That belief is at the core of Hootzpa, the global e-marketplace she founded and proudly, the first Filipino-owned platform for sustainable and ethical products.

Hopkinson coined the word Hootzpa, a name that plays on the word chutzpah, or audacity in Hebrew, and laced it with the playful ring of a “hoot.”

It reflects both her boldness in carving a path across borders and her determination to make noise in the global marketplace through a platform for sustainable sourcing.

Grassroots immersion

Hopkinson traces the roots of the advocacy to her student years, when she spent a month living with a family in Payatas. The experience left an indelible mark.

“It was extreme poverty,” she said. “I realized then that aid and charity, no matter how big, don’t really solve the problem. What people need is opportunity.”

Years later, as an environmentalist shopping online during the pandemic, she confronted another gap: the lack of a single, cohesive space for sustainable goods.

“I’d buy a toothbrush from one site, shampoo from another, cleaning supplies elsewhere. Everything came in different packaging, different couriers. How can that be sustainable?” she asked.

Building a ‘relay economy’

That frustration sparked her breakthrough. In 2023, she set up Hootzpa, conceived as more than just an e-commerce site but a space to connect sustainability with opportunity.

Hopkinson calls it a “relay economy”- a cycle where every purchase passes benefits forward.

Sellers not only gain exposure but also access to small loans, mentoring, and partnerships with NGOs like Go Negosyo and the UP Institute for Small-Scale Industries (ISSI). These NGOs act as both sponsors and quality controllers, ensuring their communities succeed while sharing in the profits.

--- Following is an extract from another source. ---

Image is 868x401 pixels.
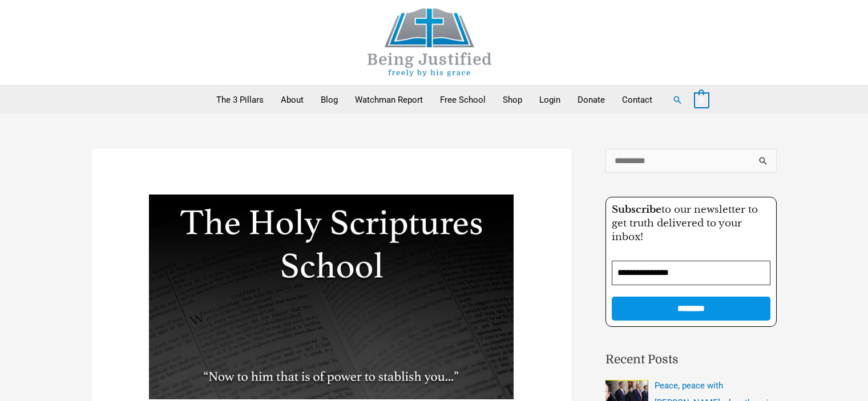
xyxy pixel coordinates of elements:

“We’re creating a system where growth is shared, not hoarded. Hootzpa.com will provide a platform for those who don’t have one, offering a platform for sustainable and ethical products that are currently unavailable elsewhere. The market is so fragmented,” she explained.

Thinking global,

starting local

Although backed by European partnerships and UK funding, Hootzpa is launching first in the Philippines this December, with over 600 Filipino sellers already lined up.

From there, it will branch to Europe and beyond, with invitations already extended by governments in Switzerland, France, Greece, and several African nations.

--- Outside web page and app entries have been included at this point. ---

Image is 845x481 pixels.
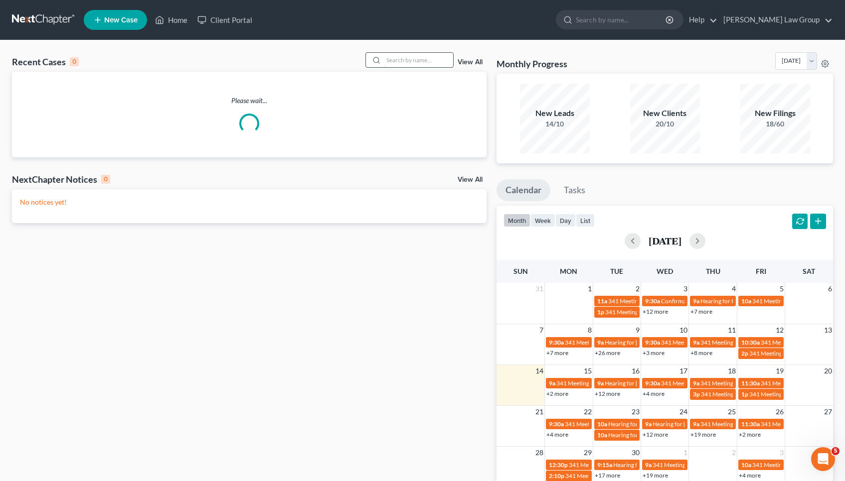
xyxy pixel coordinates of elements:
[631,447,640,459] span: 30
[741,298,751,305] span: 10a
[775,365,785,377] span: 19
[534,365,544,377] span: 14
[700,380,790,387] span: 341 Meeting for [PERSON_NAME]
[741,350,748,357] span: 2p
[605,380,682,387] span: Hearing for [PERSON_NAME]
[701,391,791,398] span: 341 Meeting for [PERSON_NAME]
[678,324,688,336] span: 10
[12,96,486,106] p: Please wait...
[608,298,698,305] span: 341 Meeting for [PERSON_NAME]
[597,432,607,439] span: 10a
[496,58,567,70] h3: Monthly Progress
[597,462,612,469] span: 9:15a
[831,448,839,456] span: 5
[718,11,832,29] a: [PERSON_NAME] Law Group
[630,108,700,119] div: New Clients
[756,267,766,276] span: Fri
[661,380,751,387] span: 341 Meeting for [PERSON_NAME]
[779,447,785,459] span: 3
[690,349,712,357] a: +8 more
[70,57,79,66] div: 0
[587,324,593,336] span: 8
[693,421,699,428] span: 9a
[458,176,482,183] a: View All
[530,214,555,227] button: week
[731,447,737,459] span: 2
[706,267,720,276] span: Thu
[656,267,673,276] span: Wed
[458,59,482,66] a: View All
[682,447,688,459] span: 1
[597,298,607,305] span: 11a
[648,236,681,246] h2: [DATE]
[811,448,835,472] iframe: Intercom live chat
[560,267,577,276] span: Mon
[690,431,716,439] a: +19 more
[605,309,695,316] span: 341 Meeting for [PERSON_NAME]
[727,365,737,377] span: 18
[587,283,593,295] span: 1
[576,214,595,227] button: list
[101,175,110,184] div: 0
[827,283,833,295] span: 6
[556,380,646,387] span: 341 Meeting for [PERSON_NAME]
[534,447,544,459] span: 28
[608,421,686,428] span: Hearing for [PERSON_NAME]
[741,462,751,469] span: 10a
[546,390,568,398] a: +2 more
[20,197,478,207] p: No notices yet!
[597,309,604,316] span: 1p
[549,380,555,387] span: 9a
[520,119,590,129] div: 14/10
[546,431,568,439] a: +4 more
[731,283,737,295] span: 4
[546,349,568,357] a: +7 more
[740,119,810,129] div: 18/60
[605,339,682,346] span: Hearing for [PERSON_NAME]
[823,365,833,377] span: 20
[597,380,604,387] span: 9a
[555,179,594,201] a: Tasks
[678,365,688,377] span: 17
[549,421,564,428] span: 9:30a
[565,473,655,480] span: 341 Meeting for [PERSON_NAME]
[661,339,751,346] span: 341 Meeting for [PERSON_NAME]
[739,431,761,439] a: +2 more
[693,380,699,387] span: 9a
[583,406,593,418] span: 22
[534,283,544,295] span: 31
[693,298,699,305] span: 9a
[749,391,839,398] span: 341 Meeting for [PERSON_NAME]
[645,298,660,305] span: 9:30a
[645,421,651,428] span: 9a
[631,365,640,377] span: 16
[12,173,110,185] div: NextChapter Notices
[12,56,79,68] div: Recent Cases
[383,53,453,67] input: Search by name...
[576,10,667,29] input: Search by name...
[595,390,620,398] a: +12 more
[740,108,810,119] div: New Filings
[741,380,760,387] span: 11:30a
[569,462,689,469] span: 341 Meeting for [PERSON_NAME][US_STATE]
[741,421,760,428] span: 11:30a
[555,214,576,227] button: day
[693,391,700,398] span: 3p
[645,380,660,387] span: 9:30a
[630,119,700,129] div: 20/10
[595,472,620,479] a: +17 more
[642,308,668,316] a: +12 more
[496,179,550,201] a: Calendar
[775,324,785,336] span: 12
[549,473,564,480] span: 2:10p
[192,11,257,29] a: Client Portal
[549,462,568,469] span: 12:30p
[700,421,790,428] span: 341 Meeting for [PERSON_NAME]
[635,324,640,336] span: 9
[645,462,651,469] span: 9a
[741,339,760,346] span: 10:30a
[610,267,623,276] span: Tue
[682,283,688,295] span: 3
[690,308,712,316] a: +7 more
[693,339,699,346] span: 9a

The idea has drawn international recognition. Hopkinson was invited to speak at the UN and at the 10th anniversary of Pope Francis’ Laudato Si’ initiative in Rome.

But she stayed in Manila. Prioritizing the launch was more important to her.

Hopkinson noted that Hootzpa is all about people, as it is about ethical sourcing. More than offering products, it tells the stories of their makers—from cacao farmers in Davao to artisans weaving abaca slippers in Bicol.

“Sustainability isn’t just about materials. It’s about how it’s made and how the people making it are treated. Buyers want to know their purchase has meaning,” she said.

Coming full circle

For Hopkinson, who once felt she had to leave the country to make an impact, Hootzpa is a kind of homecoming.

She carries her British surname, her years abroad, and a son growing up in the UK as part of her story – yet she insists her heart has always remained Filipino.

“We Filipinos have so much to offer the world. We need the right stage. That’s what Hootzpa is – a stage for ethical, sustainable, and proudly Filipino products to shine globally,” she said.